A fellow Ev-er down in Goolwa, SA (Rod from Strath Steam) put me onto the idea of laser cut adaptor plates. So I had a go at it for EV#2 (another Charade using Goombi/Eugen's low cost Chinese kit).
The idea is to come up with a DXF file that anyone can download and get laser cut locally. No reason this should be repeated for every conversion, by sharing our files we can drop the machining costs for everyone doing conversions. Even if you are using a different motor, you can edit that layer for your motor and keep the bell housing. The same idea can be used for other cars.
I have no mechanical background so I learnt to drive Qcad (nice free CAD package with DXF format files). There were a few challenges:
1/ Measuring up the bell housing holes. Tricky, I ended up measuring between hole centers using a steel rule, then drawing arcs of that radius on a measurement layer and looking for intersections. I tested by printing on transparency, and cross checking distances between various holes.
2/ Measuring the motor holes. Easy, as the hole positions were 60 degrees apart and the radius obvious.
3/ Aligning the centre of the gearbox input shaft to center of the motor. Very tricky as the gearbox input is recessed into the bell housing.
There are of course many other ways of doing this. The best way I have heard is to put the gearbox on a mill table with calibrated xyz axis. Then just move the mill head to each hole and read off the coordinates.
Anyway I had my adaptor plate cut last week, just $88 for 12mm mild steel ($150-$200 for aluminium). I got (1) and (2) pretty close but was off by a few mm on (3). 1 hour with a good metal file fixed that and I now have a nice alignment between the adaptor plate and the gearbox input spline (measured with a simple gauge).

Pls let me know if anyone would like the DXF file to check out, I am not sure how to attach files to these posts. It's needs a little bit or work to get it spot on, but it's a good start. And at $88 the price is right!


## [Exercise instructions]
Your task is to copy each line of the records that includes the string "group".

## [Data extract]
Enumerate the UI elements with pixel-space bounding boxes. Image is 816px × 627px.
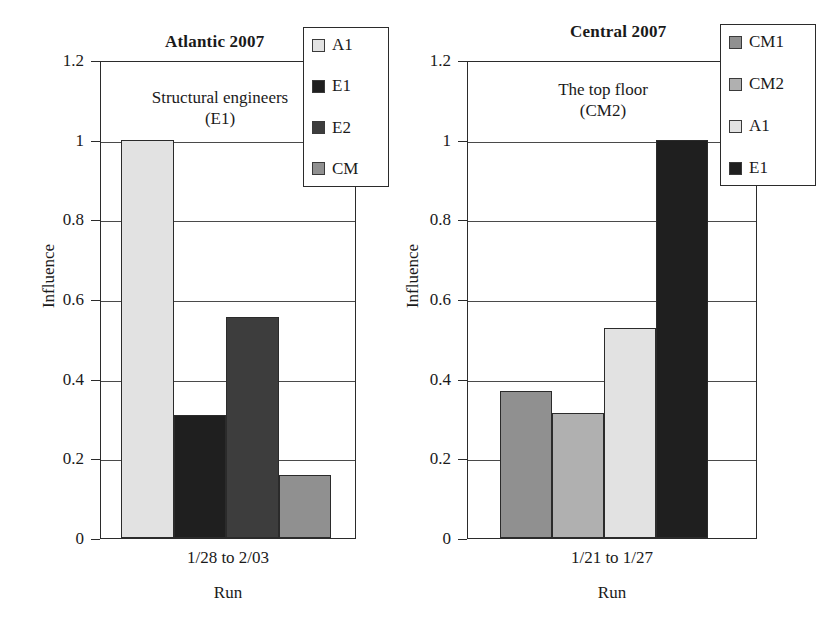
legend-item-cm: CM <box>312 159 378 179</box>
y-tick-label: 0.4 <box>36 370 84 390</box>
y-tick-label: 0.2 <box>36 449 84 469</box>
legend-label: E1 <box>332 76 351 96</box>
legend-swatch-icon <box>312 121 325 134</box>
legend-item-cm2: CM2 <box>729 74 805 94</box>
y-tick-mark <box>91 459 100 460</box>
x-tick-label: 1/21 to 1/27 <box>467 548 757 568</box>
bar-group <box>121 62 331 538</box>
legend-label: CM1 <box>749 32 784 52</box>
chart-panel-central: Central 2007 Influence The top floor (CM… <box>407 0 814 627</box>
y-axis-title: Influence <box>39 221 59 331</box>
legend-label: CM2 <box>749 74 784 94</box>
legend-item-a1: A1 <box>729 116 805 136</box>
bar-cm <box>279 475 332 538</box>
legend-swatch-icon <box>729 120 742 133</box>
legend-swatch-icon <box>729 36 742 49</box>
legend-item-a1: A1 <box>312 35 378 55</box>
y-tick-mark <box>458 539 467 540</box>
y-axis-title: Influence <box>403 221 423 331</box>
y-tick-label: 1 <box>36 131 84 151</box>
bar-a1 <box>121 140 174 538</box>
y-tick-mark <box>91 141 100 142</box>
x-axis-title: Run <box>100 583 356 603</box>
chart-legend: A1E1E2CM <box>303 27 389 187</box>
legend-label: A1 <box>332 35 353 55</box>
y-tick-mark <box>458 300 467 301</box>
y-tick-mark <box>458 459 467 460</box>
legend-item-e1: E1 <box>312 76 378 96</box>
y-tick-label: 1.2 <box>36 51 84 71</box>
y-tick-label: 0.6 <box>403 290 451 310</box>
y-tick-label: 1.2 <box>403 51 451 71</box>
legend-label: CM <box>332 159 358 179</box>
legend-swatch-icon <box>312 39 325 52</box>
y-tick-label: 0.2 <box>403 449 451 469</box>
legend-label: E1 <box>749 158 768 178</box>
y-tick-label: 0.8 <box>36 210 84 230</box>
legend-swatch-icon <box>729 162 742 175</box>
annotation-line-1: The top floor <box>467 80 739 101</box>
legend-swatch-icon <box>312 80 325 93</box>
y-tick-mark <box>91 380 100 381</box>
bar-cm2 <box>552 413 604 538</box>
y-tick-mark <box>91 300 100 301</box>
legend-item-e2: E2 <box>312 118 378 138</box>
bar-group <box>500 62 708 538</box>
bar-a1 <box>604 328 656 538</box>
bar-e1 <box>174 415 227 538</box>
y-tick-label: 1 <box>403 131 451 151</box>
bar-e2 <box>226 317 279 538</box>
chart-legend: CM1CM2A1E1 <box>720 24 816 186</box>
chart-title: Atlantic 2007 <box>165 32 264 52</box>
y-tick-label: 0.6 <box>36 290 84 310</box>
legend-item-e1: E1 <box>729 158 805 178</box>
annotation-line-2: (CM2) <box>467 101 739 122</box>
x-axis-title: Run <box>467 583 757 603</box>
y-tick-label: 0.8 <box>403 210 451 230</box>
y-tick-label: 0 <box>36 529 84 549</box>
x-tick-label: 1/28 to 2/03 <box>100 548 356 568</box>
legend-label: E2 <box>332 118 351 138</box>
y-tick-label: 0.4 <box>403 370 451 390</box>
y-tick-label: 0 <box>403 529 451 549</box>
y-tick-mark <box>91 220 100 221</box>
legend-swatch-icon <box>729 78 742 91</box>
chart-title: Central 2007 <box>570 22 666 42</box>
bar-cm1 <box>500 391 552 538</box>
chart-panel-atlantic: Atlantic 2007 Influence Structural engin… <box>0 0 407 627</box>
y-tick-mark <box>458 61 467 62</box>
legend-label: A1 <box>749 116 770 136</box>
plot-area <box>467 61 757 539</box>
y-tick-mark <box>458 220 467 221</box>
y-tick-mark <box>458 380 467 381</box>
y-tick-mark <box>458 141 467 142</box>
bar-e1 <box>656 140 708 538</box>
y-tick-mark <box>91 61 100 62</box>
legend-item-cm1: CM1 <box>729 32 805 52</box>
chart-annotation: The top floor (CM2) <box>467 80 739 121</box>
y-tick-mark <box>91 539 100 540</box>
legend-swatch-icon <box>312 162 325 175</box>
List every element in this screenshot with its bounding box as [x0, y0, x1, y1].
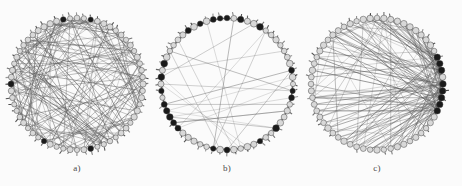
- node-label-mark: [313, 113, 315, 115]
- graph-node: [388, 16, 394, 22]
- graph-node: [36, 135, 41, 140]
- node-label-mark: [433, 43, 435, 44]
- graph-node: [224, 15, 230, 21]
- node-label-mark: [104, 147, 105, 150]
- node-label-mark: [309, 60, 312, 62]
- graph-edge: [170, 51, 293, 91]
- panel-a: a): [0, 0, 154, 186]
- node-label-mark: [185, 25, 187, 28]
- graph-edge: [167, 111, 276, 128]
- graph-edge: [213, 31, 266, 149]
- graph-node: [309, 74, 315, 80]
- graph-node: [401, 20, 408, 27]
- graph-node: [394, 144, 400, 150]
- graph-node: [12, 61, 17, 66]
- graph-edge: [161, 24, 253, 77]
- graph-node: [159, 67, 165, 73]
- node-label-mark: [159, 106, 162, 108]
- graph-node: [185, 28, 191, 34]
- graph-node: [423, 125, 428, 130]
- graph-node: [325, 125, 332, 132]
- graph-node: [290, 88, 295, 93]
- graph-node: [347, 21, 353, 27]
- graph-node: [95, 144, 100, 149]
- node-label-mark: [295, 96, 299, 97]
- node-label-mark: [232, 12, 233, 15]
- graph-node: [231, 15, 237, 21]
- graph-node: [107, 138, 112, 143]
- node-label-mark: [428, 131, 429, 132]
- graph-node: [367, 147, 373, 153]
- graph-node: [431, 48, 436, 53]
- graph-node: [101, 142, 106, 147]
- node-label-mark: [123, 32, 124, 33]
- graph-node: [197, 142, 202, 147]
- graph-node: [308, 81, 314, 87]
- graph-node: [231, 146, 238, 153]
- graph-node: [381, 15, 387, 21]
- graph-node: [161, 60, 168, 67]
- graph-node: [434, 108, 440, 114]
- graph-node: [434, 54, 440, 60]
- graph-node: [21, 42, 27, 48]
- node-label-mark: [166, 46, 168, 48]
- graph-edge: [227, 70, 292, 150]
- node-label-mark: [317, 119, 319, 121]
- graph-node: [289, 74, 296, 81]
- graph-node: [10, 95, 16, 101]
- graph-b: [150, 0, 304, 163]
- node-label-mark: [235, 152, 236, 154]
- graph-node: [132, 48, 137, 53]
- graph-node: [388, 146, 394, 152]
- graph-node: [354, 18, 360, 24]
- node-label-mark: [318, 124, 321, 125]
- graph-node: [224, 147, 230, 153]
- graph-node: [123, 37, 128, 42]
- graph-node: [113, 135, 118, 140]
- graph-node: [335, 28, 341, 34]
- node-label-mark: [283, 41, 285, 43]
- node-label-mark: [273, 135, 275, 137]
- graph-node: [54, 18, 60, 24]
- graph-node: [140, 81, 146, 87]
- node-label-mark: [279, 129, 282, 130]
- graph-node: [210, 17, 216, 23]
- graph-node: [8, 74, 14, 80]
- node-label-mark: [83, 14, 84, 16]
- node-label-mark: [184, 140, 186, 142]
- node-label-mark: [68, 12, 69, 15]
- node-label-mark: [205, 16, 206, 18]
- graph-node: [140, 74, 146, 80]
- graph-node: [263, 28, 268, 33]
- graph-node: [180, 32, 186, 38]
- node-label-mark: [191, 23, 192, 25]
- node-label-mark: [41, 144, 42, 146]
- graph-node: [41, 24, 47, 30]
- graph-node: [14, 108, 19, 113]
- graph-node: [277, 120, 283, 126]
- graph-node: [374, 15, 380, 21]
- node-label-mark: [422, 29, 423, 32]
- node-label-mark: [262, 22, 264, 25]
- node-label-mark: [19, 124, 22, 125]
- node-label-mark: [85, 152, 86, 154]
- graph-node: [204, 144, 210, 150]
- node-label-mark: [178, 32, 180, 33]
- graph-node: [137, 102, 142, 107]
- graph-node: [268, 130, 273, 135]
- node-label-mark: [392, 151, 393, 154]
- graph-node: [314, 108, 320, 114]
- node-label-mark: [277, 36, 278, 38]
- node-label-mark: [92, 151, 93, 154]
- graph-node: [287, 102, 293, 108]
- graph-c: [300, 0, 454, 163]
- graph-node: [118, 130, 124, 136]
- node-label-mark: [117, 25, 118, 28]
- graph-node: [360, 16, 367, 23]
- node-label-mark: [36, 26, 37, 28]
- graph-node: [158, 74, 165, 81]
- graph-node: [257, 139, 262, 144]
- graph-node: [21, 120, 27, 126]
- node-label-mark: [60, 151, 62, 154]
- graph-node: [437, 60, 443, 66]
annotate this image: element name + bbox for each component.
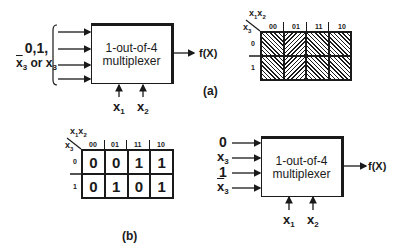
- kmap-b-col-00: 00: [89, 141, 97, 148]
- kmap-b-grid: 0 0 1 1 0 1 0 1: [81, 149, 174, 199]
- panel-a-input-label: 0,1, x3 or x3: [16, 41, 57, 75]
- panel-b-input-1: 1: [219, 164, 227, 180]
- kmap-a-col-00: 00: [269, 23, 277, 30]
- kmap-a-row-0: 0: [251, 40, 255, 47]
- kmap-a-col-11: 11: [315, 23, 322, 30]
- kmap-b-cell-1-11: 0: [128, 174, 151, 198]
- panel-b-output-label: f(X): [368, 160, 386, 172]
- kmap-a-col-10: 10: [338, 23, 346, 30]
- kmap-b-cell-1-00: 0: [82, 174, 105, 198]
- kmap-a-cell-0-00: [261, 32, 284, 56]
- mux-label-line2: multiplexer: [92, 55, 171, 68]
- kmap-b-row-1: 1: [73, 183, 77, 190]
- kmap-a-cell-1-11: [306, 56, 329, 80]
- input-label-line1: 0,1,: [16, 41, 57, 56]
- panel-a-output-label: f(X): [199, 47, 217, 59]
- kmap-a-cell-0-10: [329, 32, 352, 56]
- kmap-a-row-1: 1: [251, 64, 255, 71]
- kmap-b-cell-0-11: 1: [128, 150, 151, 174]
- kmap-a-col-var: x1x2: [249, 8, 266, 20]
- panel-a-multiplexer-block: 1-out-of-4 multiplexer: [91, 23, 174, 84]
- kmap-b-col-var: x1x2: [70, 126, 87, 138]
- kmap-a-cell-0-01: [284, 32, 307, 56]
- kmap-b-cell-0-00: 0: [82, 150, 105, 174]
- kmap-a-cell-0-11: [306, 32, 329, 56]
- kmap-a-row-var: x3: [243, 22, 251, 34]
- input-label-line2: x3 or x3: [16, 56, 57, 75]
- kmap-b-cell-1-10: 1: [150, 174, 173, 198]
- panel-b-multiplexer-block: 1-out-of-4 multiplexer: [261, 136, 344, 197]
- kmap-b-row-var: x3: [65, 140, 73, 152]
- panel-a-select-x2: x2: [137, 99, 149, 116]
- panel-b-select-x1: x1: [283, 212, 295, 229]
- kmap-b-col-11: 11: [134, 141, 141, 148]
- kmap-a-cell-1-00: [261, 56, 284, 80]
- kmap-b-cell-1-01: 1: [105, 174, 128, 198]
- kmap-b-row-0: 0: [73, 158, 77, 165]
- kmap-b-cell-0-01: 0: [105, 150, 128, 174]
- kmap-b-col-10: 10: [157, 141, 165, 148]
- panel-a-select-x1: x1: [113, 99, 125, 116]
- panel-b-caption: (b): [122, 229, 137, 243]
- kmap-b-col-01: 01: [111, 141, 119, 148]
- kmap-a-grid: [260, 31, 352, 81]
- kmap-a-cell-1-10: [329, 56, 352, 80]
- mux-label-line2: multiplexer: [262, 168, 341, 181]
- kmap-a-cell-1-01: [284, 56, 307, 80]
- kmap-a-col-01: 01: [292, 23, 300, 30]
- kmap-b-cell-0-10: 1: [150, 150, 173, 174]
- panel-b-input-0: 0: [219, 134, 227, 150]
- panel-b-input-x3-bar: x3: [217, 179, 229, 196]
- panel-b-select-x2: x2: [307, 212, 319, 229]
- panel-a-caption: (a): [203, 84, 218, 98]
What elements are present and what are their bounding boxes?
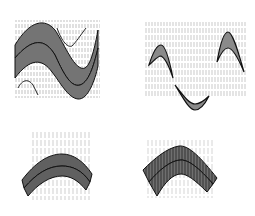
fold-panel-a (0, 0, 128, 108)
fold-panel-d (127, 108, 255, 216)
s-fold-illustration (0, 0, 128, 108)
fold-panel-b (127, 0, 255, 108)
fold-panel-c (0, 108, 128, 216)
chevron-antiform-illustration (127, 108, 255, 216)
isolated-hinges-illustration (127, 0, 255, 125)
rounded-antiform-illustration (0, 108, 128, 216)
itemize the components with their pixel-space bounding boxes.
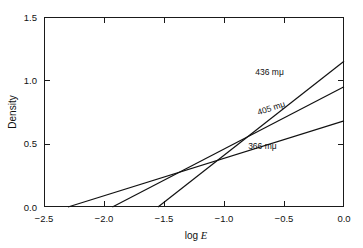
y-tick-label-2: 1.0 <box>24 75 37 86</box>
y-axis-title-text: Density <box>7 95 18 128</box>
chart-background <box>0 0 363 248</box>
x-axis-title-variable: E <box>200 230 208 241</box>
x-axis-title-log: log <box>185 230 201 241</box>
x-tick-label-5: 0.0 <box>337 213 350 224</box>
x-axis-title-text: log E <box>185 230 208 241</box>
y-tick-label-3: 1.5 <box>24 12 37 23</box>
x-tick-label-4: −0.5 <box>275 213 294 224</box>
y-tick-label-1: 0.5 <box>24 138 37 149</box>
series-label-0: 436 mμ <box>255 67 284 77</box>
x-tick-label-2: −1.5 <box>155 213 174 224</box>
y-axis-title: Density <box>7 95 18 128</box>
y-tick-label-0: 0.0 <box>24 202 37 213</box>
x-tick-label-1: −2.0 <box>95 213 114 224</box>
series-label-2: 366 mμ <box>248 141 277 151</box>
x-tick-label-3: −1.0 <box>215 213 234 224</box>
x-tick-label-0: −2.5 <box>35 213 54 224</box>
x-axis-title: log E <box>185 230 208 241</box>
chart-figure: −2.5−2.0−1.5−1.0−0.50.0 0.00.51.01.5 436… <box>0 0 363 248</box>
density-log-exposure-chart: −2.5−2.0−1.5−1.0−0.50.0 0.00.51.01.5 436… <box>0 0 363 248</box>
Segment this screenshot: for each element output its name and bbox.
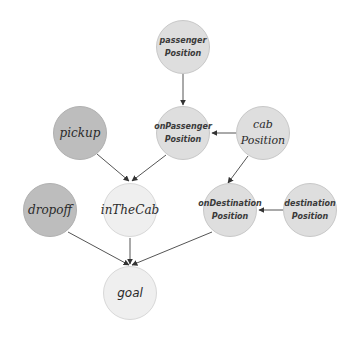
- node-dropoff[interactable]: dropoff: [23, 183, 77, 237]
- node-destination-position[interactable]: destination Position: [283, 183, 337, 237]
- node-in-the-cab[interactable]: inTheCab: [103, 183, 157, 237]
- node-label-line2: Position: [292, 210, 329, 223]
- edge-dropoff-to-goal: [68, 232, 129, 265]
- edge-onpassenger-to-inthecab: [132, 155, 166, 181]
- node-label-line1: onDestination: [198, 197, 261, 210]
- node-label-line2: Position: [241, 133, 285, 149]
- node-pickup[interactable]: pickup: [53, 106, 107, 160]
- edge-cab-to-ondestination: [228, 156, 248, 183]
- edge-ondestination-to-goal: [132, 232, 212, 265]
- node-label: inTheCab: [101, 203, 159, 217]
- node-label-line2: Position: [165, 133, 202, 146]
- node-label-line1: destination: [284, 197, 335, 210]
- node-passenger-position[interactable]: passenger Position: [156, 20, 210, 74]
- node-on-passenger-position[interactable]: onPassenger Position: [156, 106, 210, 160]
- node-label: dropoff: [28, 203, 72, 217]
- node-label: goal: [117, 286, 143, 300]
- node-label-line2: Position: [165, 47, 202, 60]
- edge-pickup-to-inthecab: [97, 154, 129, 181]
- node-label-line1: passenger: [160, 34, 207, 47]
- node-on-destination-position[interactable]: onDestination Position: [203, 183, 257, 237]
- node-cab-position[interactable]: cab Position: [236, 106, 290, 160]
- node-label: pickup: [60, 126, 101, 140]
- node-label-line1: onPassenger: [154, 120, 212, 133]
- node-goal[interactable]: goal: [103, 266, 157, 320]
- node-label-line1: cab: [253, 117, 273, 133]
- node-label-line2: Position: [212, 210, 249, 223]
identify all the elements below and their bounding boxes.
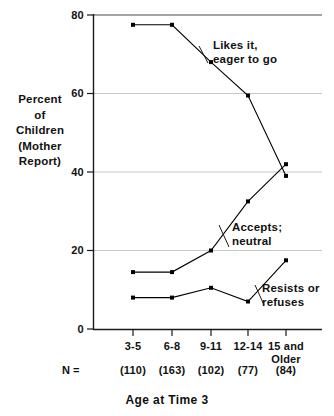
n-value-4: (84): [258, 364, 314, 376]
data-point-marker: [284, 174, 288, 178]
data-point-marker: [131, 296, 135, 300]
data-point-marker: [131, 23, 135, 27]
x-tick-label-4: 15 and Older: [258, 340, 314, 366]
annotation-resists-line-1: Resists or: [262, 281, 320, 295]
data-point-marker: [209, 286, 213, 290]
annotation-likes-it-line-2: eager to go: [213, 52, 277, 66]
data-point-marker: [170, 296, 174, 300]
annotation-likes-it-line-1: Likes it,: [213, 38, 277, 52]
x-tick-label-4-line-1: 15 and: [258, 340, 314, 353]
data-point-marker: [246, 94, 250, 98]
data-point-marker: [170, 23, 174, 27]
annotation-accepts-line-1: Accepts;: [232, 220, 282, 234]
y-axis-ticks: [87, 15, 93, 329]
series-accepts-neutral: [131, 162, 288, 274]
chart-figure: 80 60 40 20 0 Percent of Children (Mothe…: [0, 0, 334, 416]
annotation-resists-refuses: Resists or refuses: [262, 281, 320, 309]
annotation-likes-it: Likes it, eager to go: [213, 38, 277, 66]
data-point-marker: [170, 270, 174, 274]
gridlines: [93, 94, 322, 251]
annotation-accepts-neutral: Accepts; neutral: [232, 220, 282, 248]
data-point-marker: [246, 199, 250, 203]
series-line: [133, 164, 286, 272]
n-prefix-label: N =: [62, 364, 98, 376]
annotation-resists-line-2: refuses: [262, 295, 320, 309]
annotation-leaders: [199, 46, 264, 305]
x-axis-title: Age at Time 3: [0, 393, 334, 407]
data-point-marker: [284, 258, 288, 262]
data-point-marker: [209, 249, 213, 253]
data-point-marker: [284, 162, 288, 166]
annotation-accepts-line-2: neutral: [232, 234, 282, 248]
data-point-marker: [246, 300, 250, 304]
data-point-marker: [131, 270, 135, 274]
x-axis-ticks: [133, 330, 286, 337]
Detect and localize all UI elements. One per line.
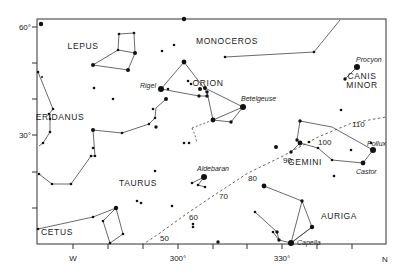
star-dot: [126, 68, 130, 72]
constellation-line: [118, 33, 135, 53]
star-dot: [37, 71, 40, 74]
star-dot: [41, 76, 43, 78]
star-dot: [192, 223, 195, 226]
star-dot: [295, 138, 298, 141]
star-dot: [92, 216, 95, 219]
star-dot: [164, 97, 168, 101]
star-dot: [114, 206, 118, 210]
star-dot: [38, 173, 41, 176]
ecliptic-label: 50: [160, 234, 169, 243]
star-dot: [122, 233, 125, 236]
star-dot: [117, 49, 120, 52]
labels: LEPUSMONOCEROSORIONCANISMINORERIDANUSGEM…: [36, 36, 387, 247]
star-dot: [154, 170, 157, 173]
star-dot: [354, 64, 360, 70]
star-dot: [49, 131, 52, 134]
star-dot: [205, 90, 208, 93]
constellation-line: [103, 208, 123, 243]
star-dot: [275, 230, 278, 233]
star-dot: [154, 117, 157, 120]
star-dot: [216, 240, 219, 243]
star-dot: [187, 80, 190, 83]
star-dot: [298, 141, 303, 146]
star-dot: [240, 104, 246, 110]
star-name-label: Betelgeuse: [241, 95, 276, 103]
x-tick-label: 300°: [170, 254, 187, 263]
star-dot: [148, 123, 151, 126]
star-name-label: Aldebaran: [196, 165, 229, 172]
star-dot: [140, 202, 143, 205]
star-dot: [211, 118, 216, 123]
constellation-lines: [38, 20, 373, 243]
y-tick-label: 30°: [19, 131, 31, 140]
star-dot: [340, 109, 343, 112]
star-dot: [93, 87, 96, 90]
ecliptic-label: 60: [189, 213, 198, 222]
star-dot: [91, 128, 95, 132]
star-dot: [154, 125, 157, 128]
star-dot: [313, 51, 316, 54]
star-dot: [310, 225, 314, 229]
star-dot: [161, 50, 164, 53]
star-dot: [112, 98, 115, 101]
star-dot: [254, 211, 257, 214]
x-axis-end-label: N: [382, 255, 388, 264]
star-dot: [277, 238, 280, 241]
star-dot: [262, 184, 267, 189]
star-dot: [331, 159, 334, 162]
star-dot: [136, 200, 139, 203]
chart-frame: W300°330°N60°30°: [19, 19, 388, 264]
star-dot: [298, 119, 301, 122]
constellation-label: TAURUS: [119, 178, 157, 188]
ecliptic-line: 5060708090100110: [142, 117, 386, 245]
star-dot: [173, 44, 176, 47]
star-dot: [121, 132, 124, 135]
star-chart: W300°330°N60°30° 5060708090100110 LEPUSM…: [0, 0, 408, 279]
star-dot: [308, 141, 311, 144]
star-dot: [272, 231, 275, 234]
x-tick-label: 330°: [274, 254, 291, 263]
constellation-label: AURIGA: [321, 211, 357, 221]
constellation-label: ERIDANUS: [36, 112, 85, 122]
star-dot: [37, 228, 40, 231]
star-dot: [51, 183, 54, 186]
star-dot: [182, 17, 186, 21]
star-dot: [152, 108, 155, 111]
constellation-line: [264, 186, 312, 243]
star-dot: [300, 199, 303, 202]
star-dot: [133, 51, 137, 55]
star-dot: [350, 149, 353, 152]
star-dot: [361, 161, 366, 166]
star-dot: [224, 56, 227, 59]
star-dot: [70, 183, 73, 186]
star-dot: [109, 242, 112, 245]
star-dot: [183, 142, 186, 145]
constellation-line: [291, 201, 302, 243]
ecliptic-label: 100: [318, 138, 332, 147]
constellation-dashed-line: [192, 128, 197, 143]
ecliptic-path: [142, 117, 386, 245]
star-dot: [92, 147, 95, 150]
constellation-label: ORION: [193, 78, 224, 88]
star-dot: [52, 108, 55, 111]
constellation-line: [291, 121, 300, 152]
star-dot: [91, 63, 95, 67]
star-dot: [167, 88, 170, 91]
constellation-label: GEMINI: [288, 157, 322, 167]
constellation-dashed-line: [192, 120, 213, 128]
constellation-label: LEPUS: [68, 41, 99, 51]
ecliptic-label: 110: [352, 120, 365, 129]
star-dot: [42, 142, 45, 145]
star-dot: [201, 174, 207, 180]
ecliptic-label: 80: [248, 174, 257, 183]
star-dot: [191, 182, 194, 185]
star-dot: [197, 184, 200, 187]
star-dot: [188, 142, 191, 145]
star-name-label: Pollux: [367, 140, 387, 147]
constellation-line: [38, 72, 53, 146]
star-dot: [288, 240, 294, 246]
star-dot: [133, 32, 136, 35]
constellation-line: [93, 50, 135, 70]
star-dot: [229, 120, 232, 123]
star-dot: [205, 94, 208, 97]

## [Solved problem]
bar-group <box>121 62 331 538</box>
bar-group <box>500 62 708 538</box>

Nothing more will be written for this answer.